Anyway … see if anyone wants to take of these general ideas further.
However, at some point in the neolithic world, male-orientated divinity began to take an equal footing, eventually supplanting the original matriarchal system of things by the dispersal and acceptance of both Christian and Islamic systems of thinking, where woman was at least theoretically reduced to a mere bond servant and property (though actually a mere extension of prevailing beliefs at their formation).
"The Ancient City" by Numa Denis Fustel De Coulanges is an excellent work that seems focussed upon the development of the gods of hearth (known as the manes or lares in the Roman world) and how they dominated the early Roman, Greek, and even Hindu societies, apparently from an earlier Indo-European belief source.

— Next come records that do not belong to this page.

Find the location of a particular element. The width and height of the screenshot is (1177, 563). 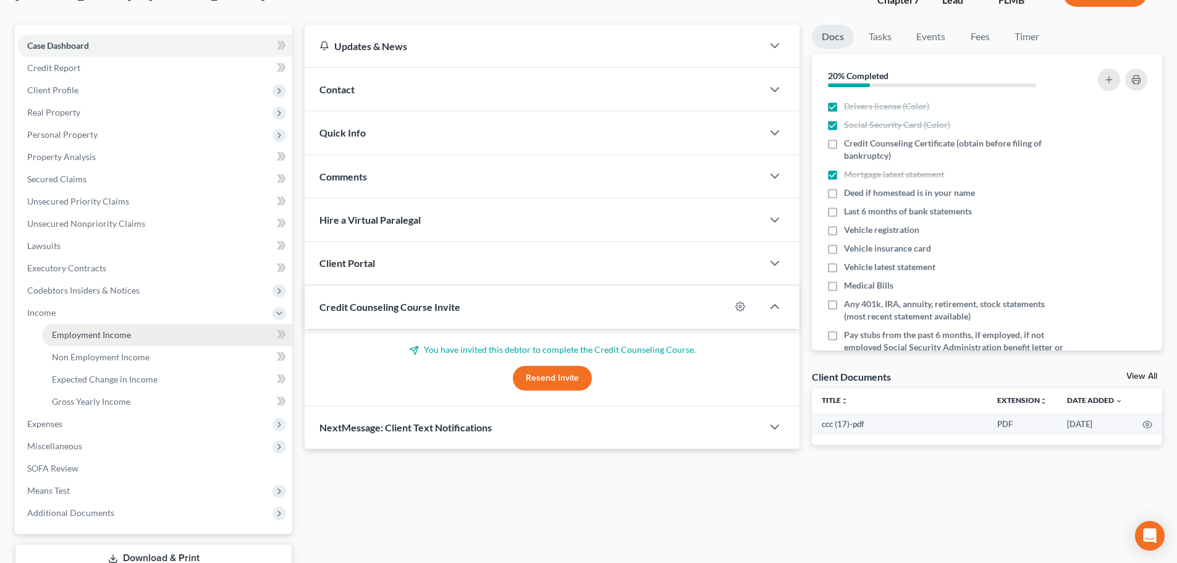

span: Executory Contracts is located at coordinates (67, 267).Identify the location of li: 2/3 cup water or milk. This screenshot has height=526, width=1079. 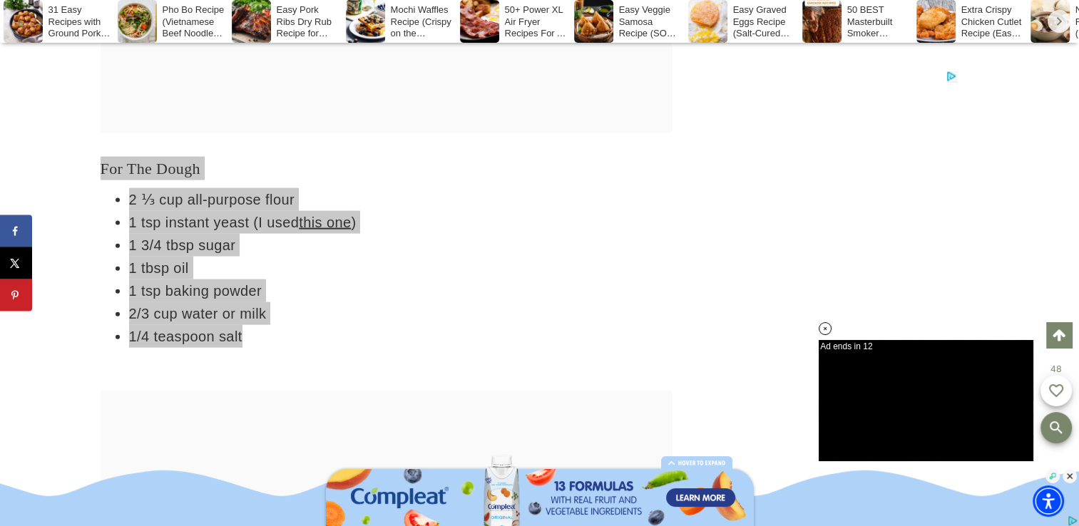
(401, 314).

What the book does not state, but potentially infers, is that the male gods of polytheistic traditions were possibly actually embodiments of tribal chiefs and elders, who somehow became worshipped by an entire social group, rather than simply one family. Of course, the distinction may blur, as the above books relates with the diversification of the Roman gens, and of course social groups would often have strong blood-ties among themselves. In fact, whole villages could have grown to worship one divine figure, amalgamated from various ancestors worshipped and increasingly imbued with supernatural and symbolic properties.

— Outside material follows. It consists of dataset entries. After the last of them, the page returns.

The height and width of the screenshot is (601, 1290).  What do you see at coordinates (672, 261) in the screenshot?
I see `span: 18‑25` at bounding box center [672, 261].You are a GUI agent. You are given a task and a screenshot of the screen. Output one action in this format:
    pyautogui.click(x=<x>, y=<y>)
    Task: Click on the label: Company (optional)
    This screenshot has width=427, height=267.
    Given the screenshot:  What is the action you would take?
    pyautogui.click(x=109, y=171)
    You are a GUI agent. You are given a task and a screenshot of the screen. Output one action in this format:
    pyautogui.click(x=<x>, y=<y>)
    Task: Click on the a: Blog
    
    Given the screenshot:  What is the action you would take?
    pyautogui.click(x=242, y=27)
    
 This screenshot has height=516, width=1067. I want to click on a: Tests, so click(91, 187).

As different embryonic societies expanded, even small-scale, it appears that they may have enforced their own ancestor worship upon conquered peoples, thus disseminating what was once a worship of the hearth into ever increasingly anthropomorphised and symbolically imbued male figure. The assimilation of other social groups (ie, the Tarquins and Etruscans by the Romans) no doubt led to the expansion of single figure religious pantheons into ever evolving polytheistic hierarchies - with the original hearth figure taking dominance over others (ie, Zeus of the Greeks and Jupiter Maximus of the Romans).
In which case where would the female deities have come in?

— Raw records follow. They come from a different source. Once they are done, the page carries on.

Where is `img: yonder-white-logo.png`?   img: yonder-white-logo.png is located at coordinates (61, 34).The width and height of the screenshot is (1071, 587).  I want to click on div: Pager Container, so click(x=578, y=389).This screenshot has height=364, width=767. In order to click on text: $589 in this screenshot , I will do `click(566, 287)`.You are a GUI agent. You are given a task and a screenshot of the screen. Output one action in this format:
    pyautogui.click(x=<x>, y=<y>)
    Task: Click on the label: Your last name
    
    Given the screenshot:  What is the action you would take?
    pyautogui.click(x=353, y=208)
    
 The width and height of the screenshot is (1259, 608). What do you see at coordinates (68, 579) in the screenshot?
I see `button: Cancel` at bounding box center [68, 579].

As females were not worshipped at the family hearth in the Graeco-Roman and Hindu traditions, then it is quite possible that female divinities in polytheistic traditions are actually latent images, personified in evolving systems, of those original matriarchal figures (earth deities such as Cybele and Persephone especially come to mind).
As a last open question and consideration, the figure of the snake also appears to have been intimately connected with at least some matriarchal worships. In the "Mayan Prophecies", which is, to coin a phrase: "a bag o’ wank", the only section of interest contains a reprinted local study that claims that ancient earth-goddess worship fixated upon a certain species of snake, whose notable geometric patterning was claimed to be the basis of the development of religious iconography in nearby Meso-American cultures.
This contentious idea may be further considered in relation to the slaying of Python at Delphi by Apollo - a symbolic remnant describing the dominance of a young male cult over an older matriarchal one? This is also illuminating when considered with the story of Genesis, and considerations that the snake represented symbolically earlier Mesopotamian goddess worship that was being refuted and later eradicated by the evolving divinities centred upon the settlement of Shalem.
Anyway … see if anyone wants to take of these general ideas further.